English Food: a People's History

English Food: a People's History
Author: Diane Purkiss
Publisher: William Collins
Total Pages: 0
Release: 2023-11-09
Genre: Biography & Autobiography
ISBN: 9780007255573

'An absolute gem' Sunday Times 'A mouthwatering history' The Guardian In this delicious history of Britain's food traditions, Diane Purkiss invites readers on a unique journey through the centuries, exploring the development of recipes and rituals for mealtimes such as breakfast, lunch, and dinner, to show how food has been both a reflection of and inspiration for social continuity and change. Purkiss uses the story of food as a revelatory device to chart changing views on class, gender, and tradition through the ages. Sprinkled throughout with glorious details of historical quirks - trial by ordeal of bread, a fondness for 'small beer' and a war-time ice-cream substitute called 'hokey pokey' made from parsnips - this book is both an education and an entertainment. English Food explores the development of the coffee trade and the birth of London's coffee houses, where views were exchanged on politics, art, and literature. Purkiss introduces the first breeders of British beef and reveals how cattle triggered the terrible Glencoe Massacre. We are taken for tea, to the icehouse, the pantry, and the beehive. We learn that toast is as English as the chalk cliffs. We bite into chicken, plainly poached or exotically spiced. We join bacon curers and fishermen at work. We follow the scent of apples into ancient orchards. A rich and indulgent history, English Food will change the way you view your food and understand your past. The table is set, have a seat, and tuck in.

The Turning Key

The Turning Key
Author: Jerome Hamilton Buckley
Publisher: Cambridge, Mass. : Harvard University Press
Total Pages: 216
Release: 1984
Genre: Language Arts & Disciplines
ISBN:

Modern Peoplehood

Modern Peoplehood
Author: John Lie
Publisher: Univ of California Press
Total Pages: 395
Release: 2011-04
Genre: History
ISBN: 0520289781

"[A] most impressive achievement by an extraordinarily intelligent, courageous, and—that goes without saying—'well-read' mind. The scope of this work is enormous: it provides no less than a comprehensive, historically grounded theory of 'modern peoplehood,' which is Lie’s felicitous umbrella term for everything that goes under the names 'race,' 'ethnicity,' and nationality.'" Christian Joppke, American Journal of Sociology "Lie's objective is to treat a series of large topics that he sees as related but that are usually treated separately: the social construction of identities, the origins and nature of modern nationalism, the explanation of genocide, and racism. These multiple themes are for him aspects of something he calls 'modern peoplehood.' His mode of demonstration is to review all the alternative explanations for each phenomenon, and to show why each successively is inadequate. His own theses are controversial but he makes a strong case for them. This book should renew debate." Immanuel Wallerstein, Yale University and author of The Decline of American Power: The U.S. in a Chaotic World

Oxford and Empire

Oxford and Empire
Author: Richard Symonds
Publisher: Oxford University Press
Total Pages: 368
Release: 1991
Genre: History
ISBN: 9780198203001

Wherever he went in the Empire, Cecil Rhodes observed, he found Oxford men on top. This scholarly and entertaining book examines how and why Oxford dominated Imperial policy and administration through its network of classical graduates; how Oxford's Imperialists and anti-Imperialists conducted their arguments in light of the history of Greece and Rome; and how proconsuls, missionaries, and teachers carried her traditions abroad. The conflicting hopes of what various groups in the University sought to obtain in the name of Empire are explored as well as the often bewildering impact of Oxford on the colonials who went there to study.

Stuart Succession Literature

Stuart Succession Literature
Author: Paulina Kewes
Publisher:
Total Pages: 388
Release: 2019
Genre: Biography & Autobiography
ISBN: 0198778171

Moments of royal succession, which punctuate the Stuart era (1603-1714), occasioned outpourings of literature. Writers, including most of the major figures of the seventeenth century from Jonson, Daniel, and Donne to Marvell, Dryden, and Behn, seized upon these occasions: to mark the transition of power; to reflect upon the political structures and values of their nation; and to present themselves as authors worthy of patronage and recognition. This volume of essays explores this important category of early modern writing. It contends that succession literature warrants attention as a distinct category: appreciated by contemporaries, acknowledged by a number of scholars, but never investigated in a coherent and methodical manner, it helped to shape political reputations and values across the period. Benefitting from the unique database of such writing generated by the AHRC-funded Stuart Successions Project, the volume brings together a distinguished group of authors to address a subject which is of wide and growing interest to students both of history and of literature. It illuminates the relation between literature and politics in this pivotal century of English political and cultural history. Interdisciplinary in scope, the volume will be indispensable to scholars of early modern British literature and history as well as undergraduates and postgraduates in both fields.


WORK TO BE COMPLETED: In the records below, count every line that includes the word "armature". Provide the total alone.
─── RECORD EXTRACTS ───
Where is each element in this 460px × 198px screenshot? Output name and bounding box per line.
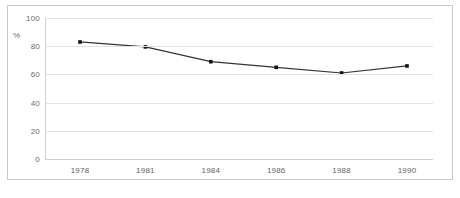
chart-figure: % 020406080100 197819811984198619881990 (0, 0, 460, 198)
x-tick-label: 1978 (71, 166, 90, 175)
gridline-60 (46, 74, 433, 75)
gridline-20 (46, 131, 433, 132)
data-point-1978 (78, 40, 82, 44)
plot-area (46, 18, 433, 159)
y-tick-label: 20 (31, 126, 40, 135)
y-tick-label: 40 (31, 98, 40, 107)
y-axis-tick-labels: 020406080100 (10, 18, 40, 159)
x-tick-label: 1981 (136, 166, 155, 175)
x-tick-label: 1984 (201, 166, 220, 175)
line-series (46, 18, 433, 159)
y-tick-label: 100 (26, 14, 40, 23)
data-point-1986 (274, 66, 278, 70)
x-tick-label: 1988 (332, 166, 351, 175)
gridline-40 (46, 103, 433, 104)
y-tick-label: 60 (31, 70, 40, 79)
data-point-1990 (405, 64, 409, 68)
x-tick-label: 1986 (267, 166, 286, 175)
gridline-100 (46, 18, 433, 19)
data-point-1984 (209, 60, 213, 64)
x-tick-label: 1990 (398, 166, 417, 175)
gridline-0 (46, 159, 433, 160)
y-tick-label: 0 (35, 155, 40, 164)
gridline-80 (46, 46, 433, 47)
y-tick-label: 80 (31, 42, 40, 51)
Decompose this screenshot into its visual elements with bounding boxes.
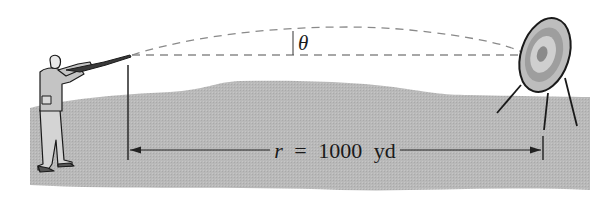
range-unit: yd (374, 138, 396, 163)
projectile-diagram: θ r = 1000 yd (0, 0, 604, 204)
range-equals: = (294, 138, 306, 163)
theta-label: θ (298, 31, 308, 55)
ground (30, 81, 590, 191)
trajectory-arc (132, 27, 522, 55)
range-variable: r (274, 138, 283, 163)
range-value: 1000 (318, 138, 362, 163)
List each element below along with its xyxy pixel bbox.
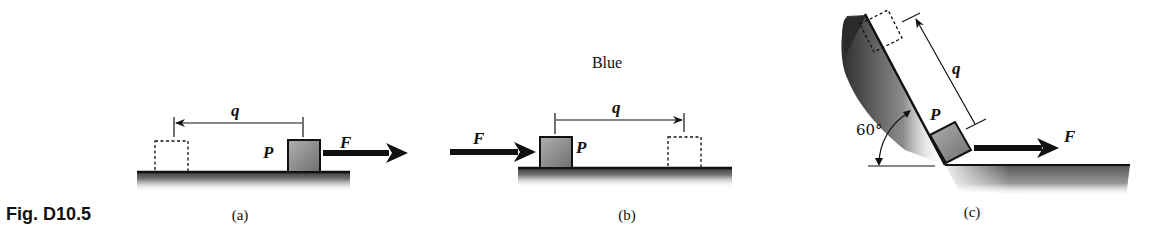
panel-a: q P F (a) [137,101,408,224]
panel-c: 60° q P F (c) [841,10,1130,221]
force-arrow [323,143,408,163]
displacement-label: q [231,101,240,120]
ground-surface [137,172,350,192]
figure-label: Fig. D10.5 [6,204,91,224]
ground-surface [518,168,732,188]
force-label: F [472,129,485,148]
displacement-dimension [174,117,303,137]
point-label: P [929,105,941,124]
force-label: F [339,133,352,152]
initial-position-block [155,141,188,172]
final-position-block [668,137,701,168]
inclined-wall [841,14,945,165]
angle-label: 60° [856,121,883,139]
force-arrow [974,138,1059,158]
point-label: P [575,138,587,157]
displacement-label: q [952,59,961,78]
force-label: F [1063,127,1076,146]
block-p [288,140,320,172]
panel-caption: (a) [232,207,249,224]
ground-surface [945,165,1130,197]
panel-b: Blue q P F (b) [450,54,732,224]
displacement-label: q [612,98,621,117]
point-label: P [262,143,274,162]
block-p [540,137,572,168]
figure-title: Blue [592,54,622,71]
panel-caption: (b) [618,207,636,224]
panel-caption: (c) [964,204,981,221]
figure-canvas: q P F (a) Fig. D10.5 Blue q P F (b) [0,0,1163,238]
force-arrow [450,142,536,162]
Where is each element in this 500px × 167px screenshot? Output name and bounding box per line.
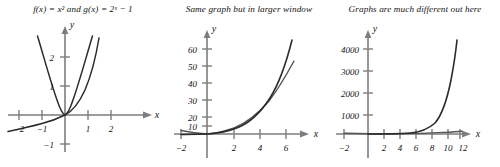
x-tick-label-far-out-2: 4 [398,143,403,153]
x-axis-label-far-out: x [475,128,481,139]
y-tick-label-far-out-0: 4000 [341,45,360,55]
x-axis-standard [8,111,152,118]
curve-exponential-far-out [368,40,457,134]
x-tick-label-far-out-3: 6 [414,143,419,153]
panel-far-out-window: Graphs are much different out here [332,0,498,167]
x-tick-label-larger-2: 4 [258,143,263,153]
panel-caption-standard: f(x) = x² and g(x) = 2ˣ − 1 [0,0,166,15]
curve-exponential-larger [181,40,292,135]
panel-standard-window: f(x) = x² and g(x) = 2ˣ − 1 [0,0,166,167]
panel-larger-window: Same graph but in larger window [166,0,332,167]
y-tick-label-far-out-2: 2000 [341,89,360,99]
x-tick-label-standard-0: −2 [14,124,25,134]
panel-caption-larger: Same graph but in larger window [166,0,332,15]
y-axis-label-far-out: y [372,23,378,34]
y-tick-label-larger-2: 40 [188,79,198,89]
x-tick-label-standard-1: −1 [37,124,48,134]
x-tick-label-far-out-6: 12 [459,143,469,153]
three-panel-graph-figure: f(x) = x² and g(x) = 2ˣ − 1 [0,0,500,167]
plot-far-out-window: −2 2 4 6 8 10 12 4000 3000 2000 1000 x y [332,18,498,167]
plot-standard-window: −2 −1 1 2 2 1 −1 x y [0,18,166,167]
y-tick-label-standard-2: −1 [43,140,54,150]
y-tick-label-far-out-1: 3000 [340,67,360,77]
plot-larger-window: −2 2 4 6 60 50 40 30 20 10 x y [166,18,332,167]
x-tick-label-far-out-1: 2 [382,143,387,153]
x-tick-label-far-out-4: 8 [430,143,435,153]
x-tick-label-larger-0: −2 [176,143,187,153]
x-tick-label-far-out-5: 10 [444,143,454,153]
x-tick-label-standard-2: 1 [86,124,91,134]
y-tick-label-larger-3: 30 [187,96,198,106]
x-axis-label-larger: x [313,128,319,139]
x-tick-label-larger-3: 6 [284,143,289,153]
curve-parabola-larger [181,61,294,134]
y-axis-standard [62,26,69,152]
y-tick-label-standard-1: 1 [50,82,55,92]
y-tick-label-standard-0: 2 [50,53,55,63]
y-tick-label-larger-1: 50 [188,62,198,72]
y-axis-label-larger: y [211,23,217,34]
y-axis-label-standard: y [69,19,75,30]
x-tick-label-far-out-0: −2 [339,143,350,153]
x-tick-label-standard-3: 2 [109,124,114,134]
y-tick-label-larger-5: 10 [188,122,198,132]
x-axis-label-standard: x [154,109,160,120]
x-tick-label-larger-1: 2 [232,143,237,153]
panel-caption-far-out: Graphs are much different out here [332,0,498,15]
y-tick-label-far-out-3: 1000 [341,111,360,121]
y-tick-label-larger-0: 60 [188,45,198,55]
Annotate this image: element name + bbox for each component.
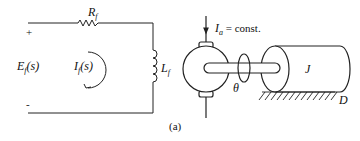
angle-label: θ	[233, 81, 239, 95]
loop-arrowhead	[84, 84, 91, 88]
damping-label: D	[338, 93, 348, 107]
figure-caption: (a)	[169, 120, 182, 133]
minus-sign: -	[26, 98, 30, 110]
inertia-label: J	[305, 62, 311, 76]
motor-assembly	[183, 16, 350, 118]
motor-shaft	[204, 63, 280, 73]
armature-current-label: Ia = const.	[214, 21, 261, 37]
plus-sign: +	[26, 26, 32, 38]
source-voltage-label: Ef(s)	[16, 59, 39, 75]
armature-arrow-icon	[204, 28, 208, 33]
field-current-label: If(s)	[73, 59, 93, 75]
inductor-label: Lf	[160, 61, 172, 77]
dc-motor-diagram: Rf Lf + - Ef(s) If(s)	[0, 0, 360, 141]
inductor-symbol	[153, 50, 157, 82]
resistor-label: Rf	[87, 5, 99, 21]
damping-ground	[259, 92, 337, 100]
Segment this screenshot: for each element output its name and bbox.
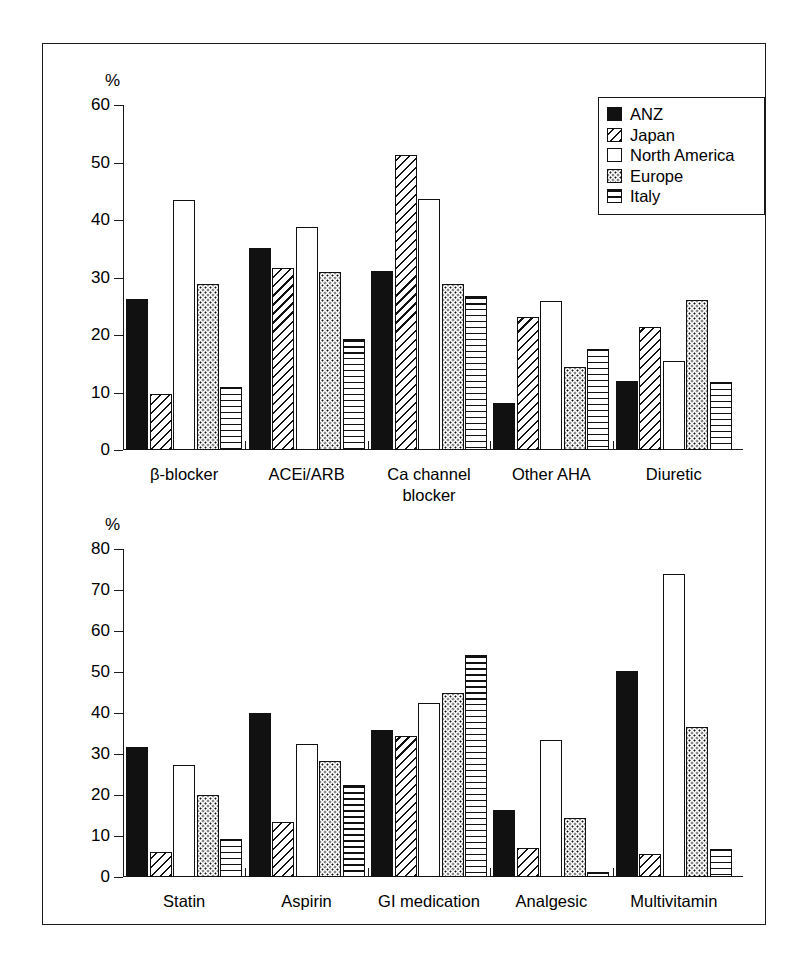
- legend-label: Japan: [630, 127, 675, 144]
- chart-panel-top: % 0102030405060β-blockerACEi/ARBCa chann…: [43, 50, 765, 482]
- y-axis-tick: [114, 335, 123, 336]
- bar-japan: [272, 822, 294, 877]
- y-axis-tick: [114, 163, 123, 164]
- legend-item-northamerica: North America: [607, 145, 754, 166]
- y-axis-unit-label-bottom: %: [105, 516, 120, 533]
- bar-italy: [710, 849, 732, 877]
- bar-anz: [371, 271, 393, 450]
- x-axis-group-separator: [245, 441, 246, 450]
- x-axis-group-label: Diuretic: [613, 464, 735, 485]
- bar-europe: [197, 284, 219, 450]
- bar-japan: [639, 327, 661, 450]
- legend-item-europe: Europe: [607, 166, 754, 187]
- bar-northamerica: [296, 227, 318, 450]
- y-axis-tick: [114, 393, 123, 394]
- bar-anz: [493, 810, 515, 877]
- y-axis-tick: [114, 278, 123, 279]
- bar-japan: [517, 317, 539, 450]
- x-axis-group-label: Analgesic: [490, 891, 612, 912]
- x-axis-group-label: GI medication: [368, 891, 490, 912]
- bar-anz: [249, 248, 271, 450]
- bar-europe: [686, 727, 708, 877]
- legend: ANZJapanNorth AmericaEuropeItaly: [598, 97, 765, 215]
- bar-northamerica: [173, 200, 195, 450]
- x-axis-group-label: Other AHA: [490, 464, 612, 485]
- x-axis-group-separator: [245, 868, 246, 877]
- y-axis-tick: [114, 220, 123, 221]
- bar-northamerica: [418, 199, 440, 450]
- x-axis-group-label: ACEi/ARB: [245, 464, 367, 485]
- bar-japan: [395, 155, 417, 450]
- bar-anz: [249, 713, 271, 877]
- y-axis-tick: [114, 713, 123, 714]
- bar-japan: [150, 852, 172, 877]
- y-axis-tick: [114, 672, 123, 673]
- y-axis-tick: [114, 877, 123, 878]
- y-axis-tick: [114, 631, 123, 632]
- y-axis-unit-label-top: %: [105, 72, 120, 89]
- bar-northamerica: [296, 744, 318, 877]
- x-axis-group-separator: [490, 441, 491, 450]
- x-axis-group-label: Multivitamin: [613, 891, 735, 912]
- bar-northamerica: [663, 574, 685, 877]
- bar-anz: [493, 403, 515, 450]
- bar-anz: [616, 671, 638, 877]
- bar-italy: [220, 839, 242, 877]
- y-axis-line-top: [123, 105, 124, 450]
- bar-italy: [465, 296, 487, 450]
- bar-northamerica: [418, 703, 440, 877]
- bar-europe: [197, 795, 219, 877]
- bar-italy: [343, 785, 365, 877]
- legend-label: Europe: [630, 168, 683, 185]
- x-axis-group-label: β-blocker: [123, 464, 245, 485]
- x-axis-group-label: Statin: [123, 891, 245, 912]
- legend-label: Italy: [630, 188, 660, 205]
- x-axis-group-separator: [368, 868, 369, 877]
- bar-italy: [587, 349, 609, 450]
- legend-label: North America: [630, 147, 735, 164]
- x-axis-group-label: Aspirin: [245, 891, 367, 912]
- bar-italy: [465, 655, 487, 877]
- bar-anz: [126, 299, 148, 450]
- plot-area-bottom: 01020304050607080StatinAspirinGI medicat…: [123, 549, 735, 877]
- legend-swatch-white-empty-icon: [607, 148, 622, 162]
- y-axis-line-bottom: [123, 549, 124, 877]
- legend-item-japan: Japan: [607, 125, 754, 146]
- y-axis-tick: [114, 105, 123, 106]
- bar-italy: [220, 387, 242, 450]
- bar-europe: [442, 284, 464, 450]
- y-axis-tick: [114, 795, 123, 796]
- x-axis-group-separator: [613, 441, 614, 450]
- x-axis-group-separator: [613, 868, 614, 877]
- figure-frame: % 0102030405060β-blockerACEi/ARBCa chann…: [42, 43, 766, 925]
- bar-europe: [686, 300, 708, 450]
- legend-label: ANZ: [630, 106, 663, 123]
- x-axis-group-separator: [490, 868, 491, 877]
- bar-japan: [395, 736, 417, 877]
- y-axis-tick: [114, 450, 123, 451]
- legend-item-italy: Italy: [607, 186, 754, 207]
- bar-italy: [587, 872, 609, 877]
- bar-northamerica: [540, 740, 562, 877]
- legend-swatch-solid-black-icon: [607, 107, 622, 121]
- bar-japan: [639, 854, 661, 877]
- legend-swatch-diagonal-hatch-icon: [607, 128, 622, 142]
- bar-italy: [710, 382, 732, 450]
- bar-europe: [564, 367, 586, 450]
- y-axis-tick: [114, 836, 123, 837]
- legend-item-anz: ANZ: [607, 104, 754, 125]
- legend-swatch-horizontal-lines-icon: [607, 189, 622, 203]
- bar-europe: [319, 272, 341, 450]
- bar-anz: [371, 730, 393, 877]
- y-axis-tick: [114, 754, 123, 755]
- bar-italy: [343, 339, 365, 450]
- y-axis-tick: [114, 549, 123, 550]
- bar-europe: [564, 818, 586, 877]
- legend-swatch-dotted-icon: [607, 169, 622, 183]
- bar-northamerica: [663, 361, 685, 450]
- bar-japan: [517, 848, 539, 877]
- bar-anz: [126, 747, 148, 877]
- bar-japan: [150, 394, 172, 450]
- bar-japan: [272, 268, 294, 450]
- chart-panel-bottom: % 01020304050607080StatinAspirinGI medic…: [43, 492, 765, 924]
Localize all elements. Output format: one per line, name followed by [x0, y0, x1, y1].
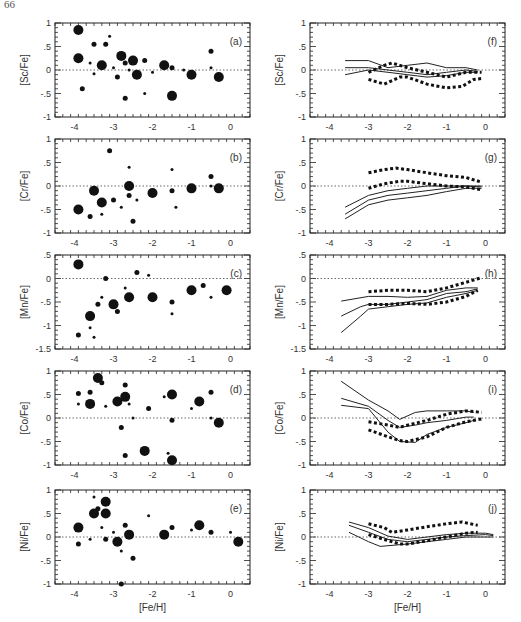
───
SOLUTION: 2